There was no order in the Norman line now: it was each man riding as fast as his tired horse would carry him, to employ a swinging weapon upon the fleeing necks and backs of the men who had come so confidently to fight them. Behind them came Robert’s levies to ensure that anyone who fell was quickly despatched, so that when they crested the opposite mound the field behind was littered with dead bodies, few of them Normans.

At their centre, covered from head to foot in blood, as was his horse, now with its head lowered and its flanks bellowing to suck in air, stood Robert de Hauteville and he turned to look up at the ramparts of Enna. He could not see Ibn-al-Hawas but he guessed him to be there, just as he knew the Saracen emir would have him in view. Taking his banner from the herald who bore it into battle at his side, he raised and pointed it at the fortress as if to say, ‘These men have died and you will be next.’

CHAPTER NINETEEN

A month later the whole Norman army could see that for what it was, idle boasting. Though great honour could warm the breast of every lance he led, they had not been able to prevent the bulk of the defeated army from retiring into the town and castle. Given such a defence, taking the outworks that protected the town would be hard enough, never mind the fortress, and it was as plain as a pikestaff that the attacking army was dangerously overexposed, far from a secure base as well as suffering in the heat of high summer.

There was to their rear no easily defendable stronghold to which they could retire, no source of men to replace the losses they suffered, more from disease than in battle. The land around Enna, standing as it did on a high rocky plateau, was not fertile as it was in valleys and coastal plains, while to top all that, Robert seriously lacked the kind of strength and equipment needed to take one of the most formidable bastions in Sicily.

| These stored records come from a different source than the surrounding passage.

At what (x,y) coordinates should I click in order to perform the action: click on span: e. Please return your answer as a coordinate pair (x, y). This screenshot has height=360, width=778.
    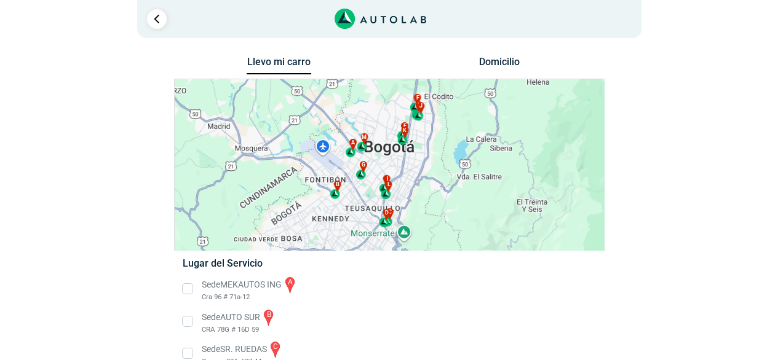
    Looking at the image, I should click on (404, 127).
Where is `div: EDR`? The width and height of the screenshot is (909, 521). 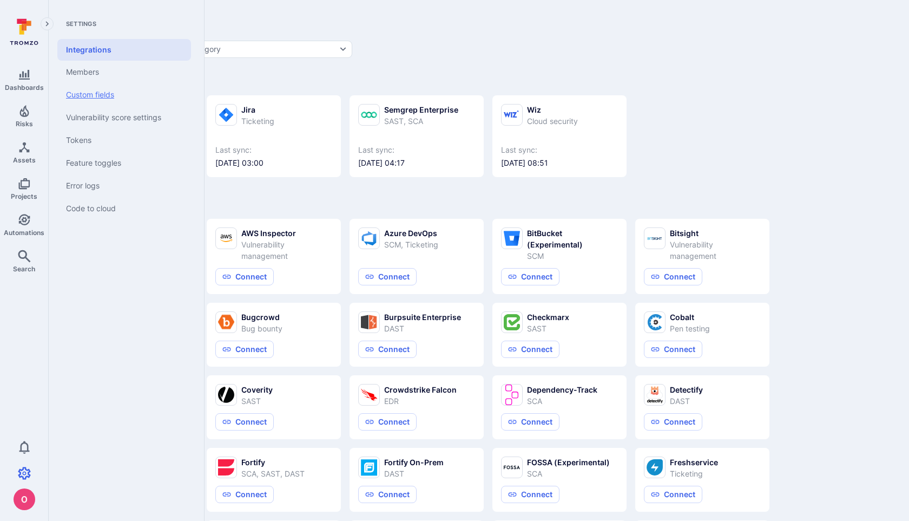
div: EDR is located at coordinates (421, 401).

Attempts to bring Ibn-al-Hawas to a parley by burning his fiefs produced no results either. From his high elevation he could see how many manor houses and watermills the Normans could burn, how much light could be generated by glowing night-time fields of smouldering crops. If many of his subjects, in order to appease the invaders, came to the Duke of Apulia with tribute and offers of allegiance, Robert knew them to be only as strong as his presence; once he had departed they would renege.

Relations with Roger wilted in the debilitating heat: if Robert could not admit they were static to no purpose, Roger could. After much squabbling the younger de Hautevilles were sent to foray beyond the confines of Enna. Roger and Serlo rode out at the head of three hundred lances and raided all the way south to Agrigento, plundering in lands that had not seen conflict for decades. They were thus, on their return, laden with spoils and it did nothing for Robert’s temper to have them distribute enough booty to satisfy his whole army, given such generosity only underlined the uselessness of what he was about.

Added to this was the news from Apulia, sent by Sichelgaita, of the Byzantines he had chased into Bari preparing to sally forth and set his home province alight once more, that accompanied by an urgent request that he return. Stubborn, unwilling to admit to the truth, increasingly short with a brother who hinted it was long past time to go, even the great Guiscard had to admit a check to his ambitions. The leaves had begun to fall, winter was the coming season and if he had been ill-equipped to campaign up till now, here, in high country, his lack of resources would be compounded by increasingly inclement weather.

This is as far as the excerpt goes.